Logo

OPEN MIC BLOG
Hillary Atkin

Reunion of Celebrity Couple Highlights ‘Mother of All Roasts’

Aug 10, 2012

“Welcome to menopause-apalooza,” said Jane Lynch, opening up the show. The star of "Glee," who is rapidly becoming the female equivalent of Neil Patrick Harris when it comes to classy/comedic hosting and in this case roasting, was likely referring to Carrie Fisher, Ellen Barkin, Katey Sagal and the woman at the center of the evening, Ms. Roseanne Barr. And then, without much segue but with raucous audience approval, Lynch said, “Fuck Chick-fil-A.”

With a tagline of “Bring it, bitches,” Comedy Central delivered more than that on its “Roast of Roseanne,” which taped last weekend at the Hollywood Palladium and airs this Sunday night on the cable network.

The latest installment of these occasional specials — which have become anticipated events and somewhat of a cottage industry — is being relentlessly promoted across the network as “the mother of all roasts.” After Charlie Sheen and Pamela Anderson got toasted recently, it may just live up to that.

With a different cast of characters than usual up on the dais — in addition to roast favorites such as Gilbert Gottfried and Jeffrey Ross, both of whom were incredibly and hysterically politically incorrect — the evening became an opportunity to make amends, both personally and professionally.

Let’s go back about 20-some-odd years, when Roseanne was in her heyday as the star of her smash-hit sitcom. Her drug-fueled romance with Tom Arnold was the Kristen Stewart-Robert Pattinson tabloid fodder of the day. Fairly predictably, their marriage imploded in a very ugly manner that left both much worse for the experience.

Apparently Roseanne Barr and Tom Arnold, both of whom have long since moved on to new love interests, have not been in the same room for 18 years.

That’s why it was absolutely shocking — and we’re not spoiling anything here because this big reveal is key to how the network is hyping the show — when in the middle of things, Arnold showed up and took the podium.

The audience was absolutely riveted. One person who had chosen to take that moment to step out of the ballroom was frozen in his tracks when Arnold was introduced. "I was like a deer caught in the headlights," he said.

Arnold started his spiel. "Rosie had 27 personalities, and only two of them liked me. One was a small German boy," he recalled. He reflected on their glory days — what he called a white-trash Camelot — when he got a tattoo of her on his chest and she had “Property of Tom Arnold” tattooed on her.

With his tattoo, Arnold said, after their split it was hard to get women to have sex with him.

After weaving his way down this kind of path, and how difficult it was to have Roseanne for an ex-wife, his set ended on a heartfelt, poignant note — and we won’t spoil that one for you.

But as she later put it in response to his appearance, "If I can bury my roiling, boiling hatred for him, then maybe there’s a chance for world peace.”

And then, fixing the past, part two. As if anyone could ever forget that screeching, horrific, disrespectful and endlessly controversial rendition of “The Star-Spangled Banner" before a Major League Baseball game, Roseanne launched into the 2012 version of the National Anthem to cap off her roast.

The Hollywood Palladium had become the home of the brave.

("The Comedy Central Roast of Roseanne" airs on Comedy Central Sunday, Aug. 12, at 10 p.m. ET/PT.)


**Your task:**
The line containing "Identify the location of abbr: September" and every line after it, through the last line of the records, are to be transcribed exactly, and nothing else.

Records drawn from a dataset
....

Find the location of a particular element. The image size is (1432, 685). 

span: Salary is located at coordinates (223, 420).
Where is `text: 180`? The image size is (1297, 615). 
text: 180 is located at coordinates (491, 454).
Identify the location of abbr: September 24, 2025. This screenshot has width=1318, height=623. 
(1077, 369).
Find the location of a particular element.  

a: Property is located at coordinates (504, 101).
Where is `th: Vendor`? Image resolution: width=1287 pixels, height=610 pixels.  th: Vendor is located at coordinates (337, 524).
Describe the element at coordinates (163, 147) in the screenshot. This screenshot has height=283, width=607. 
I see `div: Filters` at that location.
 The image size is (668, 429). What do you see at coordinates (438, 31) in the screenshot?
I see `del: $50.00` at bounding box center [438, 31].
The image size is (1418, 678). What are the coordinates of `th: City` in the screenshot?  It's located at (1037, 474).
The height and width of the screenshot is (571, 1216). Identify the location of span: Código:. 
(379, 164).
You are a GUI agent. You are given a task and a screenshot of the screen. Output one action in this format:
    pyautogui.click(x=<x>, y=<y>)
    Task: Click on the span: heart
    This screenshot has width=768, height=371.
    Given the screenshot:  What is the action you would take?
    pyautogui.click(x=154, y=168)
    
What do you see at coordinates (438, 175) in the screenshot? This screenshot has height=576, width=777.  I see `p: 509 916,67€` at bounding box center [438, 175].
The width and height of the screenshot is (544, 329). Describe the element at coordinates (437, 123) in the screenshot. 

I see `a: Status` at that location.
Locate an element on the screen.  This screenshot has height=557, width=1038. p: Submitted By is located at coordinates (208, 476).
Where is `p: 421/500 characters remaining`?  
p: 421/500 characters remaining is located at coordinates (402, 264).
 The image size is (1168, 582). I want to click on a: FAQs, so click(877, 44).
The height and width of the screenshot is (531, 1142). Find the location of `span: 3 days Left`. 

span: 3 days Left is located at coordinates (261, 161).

....

**Task response:**
Identify the location of abbr: September 24, 2025. This screenshot has width=1318, height=623. 
(1077, 369).
Find the location of a particular element.  

a: Property is located at coordinates (504, 101).
Where is `th: Vendor`? Image resolution: width=1287 pixels, height=610 pixels.  th: Vendor is located at coordinates (337, 524).
Describe the element at coordinates (163, 147) in the screenshot. This screenshot has height=283, width=607. 
I see `div: Filters` at that location.
 The image size is (668, 429). What do you see at coordinates (438, 31) in the screenshot?
I see `del: $50.00` at bounding box center [438, 31].
The image size is (1418, 678). What are the coordinates of `th: City` in the screenshot?  It's located at (1037, 474).
The height and width of the screenshot is (571, 1216). Identify the location of span: Código:. 
(379, 164).
You are a GUI agent. You are given a task and a screenshot of the screen. Output one action in this format:
    pyautogui.click(x=<x>, y=<y>)
    Task: Click on the span: heart
    This screenshot has width=768, height=371.
    Given the screenshot:  What is the action you would take?
    pyautogui.click(x=154, y=168)
    
What do you see at coordinates (438, 175) in the screenshot? This screenshot has height=576, width=777.  I see `p: 509 916,67€` at bounding box center [438, 175].
The width and height of the screenshot is (544, 329). Describe the element at coordinates (437, 123) in the screenshot. 

I see `a: Status` at that location.
Locate an element on the screen.  This screenshot has height=557, width=1038. p: Submitted By is located at coordinates (208, 476).
Where is `p: 421/500 characters remaining`?  
p: 421/500 characters remaining is located at coordinates (402, 264).
 The image size is (1168, 582). I want to click on a: FAQs, so click(877, 44).
The height and width of the screenshot is (531, 1142). Find the location of `span: 3 days Left`. 

span: 3 days Left is located at coordinates (261, 161).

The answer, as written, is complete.